For years, secondary ticketing in Europe was viewed through a narrow lens, often reduced to scalping headlines or price spikes around major sporting events and sold-out tours.
But the reality in 2026 is very different.
Secondary ticketing has evolved from opportunistic resale into a core layer of live event infrastructure. It now plays a structural role in liquidity, price discovery, and fan flexibility.
Modern secondary platforms aren’t just marketplaces, they are liquidity engines.
When a football match sells out in hours, or a major arena show reaches capacity during presale, the resale market becomes the mechanism that reallocates tickets from those who can’t attend to those who still want in.
This isn’t market distortion. It’s market efficiency.
In Europe especially, where cross-border travel for concerts and sports is common, secondary platforms provide access to international buyers long after primary inventory closes.
Secondary ticketing today is powered by data:
This data doesn’t just benefit marketplaces — it informs sellers and professional operators on when to release inventory, how to price strategically, and which events are outperforming expectations.
The most advanced operators no longer treat resale as reactive. They treat it as programmable.
European markets vary significantly in regulation. France, Germany, and parts of Scandinavia have strict consumer protection frameworks, while other regions are more flexible.
As regulation increases, the winning platforms are those prioritising:
The future of secondary ticketing in Europe will be defined by transparency and infrastructure — not controversy.
Secondary ticketing is no longer the “aftermarket.”
It is an integrated extension of the live event economy — especially in sports, where fixture demand fluctuates week to week, and in touring entertainment where geographic demand varies dramatically.
The real opportunity lies in connecting primary and secondary ecosystems intelligently — ensuring inventory, pricing, and compliance remain aligned across all channels.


:: WHAT IS NEEDED ::
When the string "Total" is part of a line below, that line should be copied.

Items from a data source
"""
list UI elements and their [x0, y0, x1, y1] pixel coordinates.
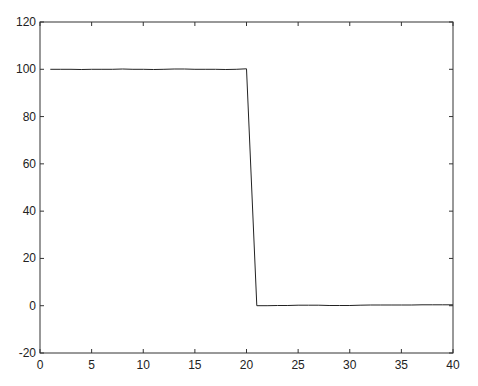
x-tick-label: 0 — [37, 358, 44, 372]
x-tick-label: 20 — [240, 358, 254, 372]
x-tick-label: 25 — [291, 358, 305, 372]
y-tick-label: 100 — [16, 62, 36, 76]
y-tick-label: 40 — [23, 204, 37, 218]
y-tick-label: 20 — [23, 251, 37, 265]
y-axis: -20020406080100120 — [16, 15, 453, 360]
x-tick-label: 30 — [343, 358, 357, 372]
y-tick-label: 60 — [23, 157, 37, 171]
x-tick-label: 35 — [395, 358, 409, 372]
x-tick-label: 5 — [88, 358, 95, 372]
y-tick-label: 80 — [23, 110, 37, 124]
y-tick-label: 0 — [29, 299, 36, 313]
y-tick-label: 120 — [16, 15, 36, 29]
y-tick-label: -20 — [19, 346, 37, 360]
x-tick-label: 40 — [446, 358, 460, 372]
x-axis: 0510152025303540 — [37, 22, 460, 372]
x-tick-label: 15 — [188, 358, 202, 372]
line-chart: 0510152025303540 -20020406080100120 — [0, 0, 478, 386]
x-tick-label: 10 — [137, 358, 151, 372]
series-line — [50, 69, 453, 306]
"""
"""
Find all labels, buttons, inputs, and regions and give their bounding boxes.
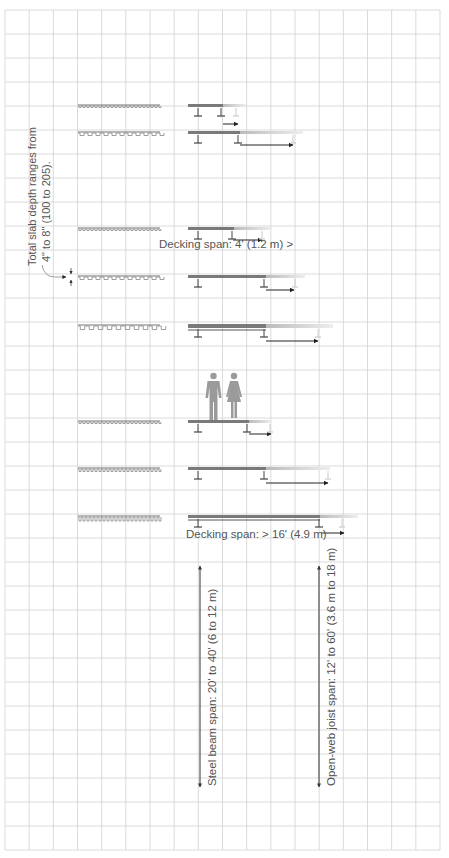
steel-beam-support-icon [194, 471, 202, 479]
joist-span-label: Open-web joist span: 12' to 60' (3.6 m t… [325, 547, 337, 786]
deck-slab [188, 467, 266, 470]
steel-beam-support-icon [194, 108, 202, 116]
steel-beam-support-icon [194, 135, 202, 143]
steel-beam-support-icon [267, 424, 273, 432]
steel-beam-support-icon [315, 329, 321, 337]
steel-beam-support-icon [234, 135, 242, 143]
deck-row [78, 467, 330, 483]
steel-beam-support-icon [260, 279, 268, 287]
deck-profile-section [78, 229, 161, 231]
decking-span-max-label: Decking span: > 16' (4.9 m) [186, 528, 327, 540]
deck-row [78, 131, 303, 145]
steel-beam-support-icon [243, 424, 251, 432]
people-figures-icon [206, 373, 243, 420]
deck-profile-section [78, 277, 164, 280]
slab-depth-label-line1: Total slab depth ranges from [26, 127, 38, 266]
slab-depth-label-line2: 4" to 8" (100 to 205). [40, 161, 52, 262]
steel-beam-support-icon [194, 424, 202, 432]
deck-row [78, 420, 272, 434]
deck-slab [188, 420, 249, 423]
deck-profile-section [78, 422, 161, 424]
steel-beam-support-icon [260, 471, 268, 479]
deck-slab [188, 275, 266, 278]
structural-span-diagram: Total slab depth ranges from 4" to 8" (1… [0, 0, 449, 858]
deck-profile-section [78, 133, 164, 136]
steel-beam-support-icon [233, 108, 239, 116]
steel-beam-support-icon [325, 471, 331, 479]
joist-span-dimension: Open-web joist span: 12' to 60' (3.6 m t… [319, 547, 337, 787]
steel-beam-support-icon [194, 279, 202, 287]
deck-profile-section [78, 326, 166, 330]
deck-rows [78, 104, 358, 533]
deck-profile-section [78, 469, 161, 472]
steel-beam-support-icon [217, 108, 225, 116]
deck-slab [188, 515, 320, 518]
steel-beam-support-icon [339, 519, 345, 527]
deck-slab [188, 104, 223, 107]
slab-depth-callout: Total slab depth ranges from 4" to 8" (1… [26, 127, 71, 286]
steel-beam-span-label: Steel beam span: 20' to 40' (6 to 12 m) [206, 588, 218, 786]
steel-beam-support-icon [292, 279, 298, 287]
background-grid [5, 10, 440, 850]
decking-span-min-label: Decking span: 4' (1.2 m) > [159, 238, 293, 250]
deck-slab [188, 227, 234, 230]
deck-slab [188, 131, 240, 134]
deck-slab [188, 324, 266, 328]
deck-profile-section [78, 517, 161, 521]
"""
:: RESULT ::
slab-depth-label-line1: Total slab depth ranges from [26, 127, 38, 266]
structural-span-diagram: Total slab depth ranges from 4" to 8" (1… [0, 0, 449, 858]
slab-depth-callout: Total slab depth ranges from 4" to 8" (1… [26, 127, 71, 286]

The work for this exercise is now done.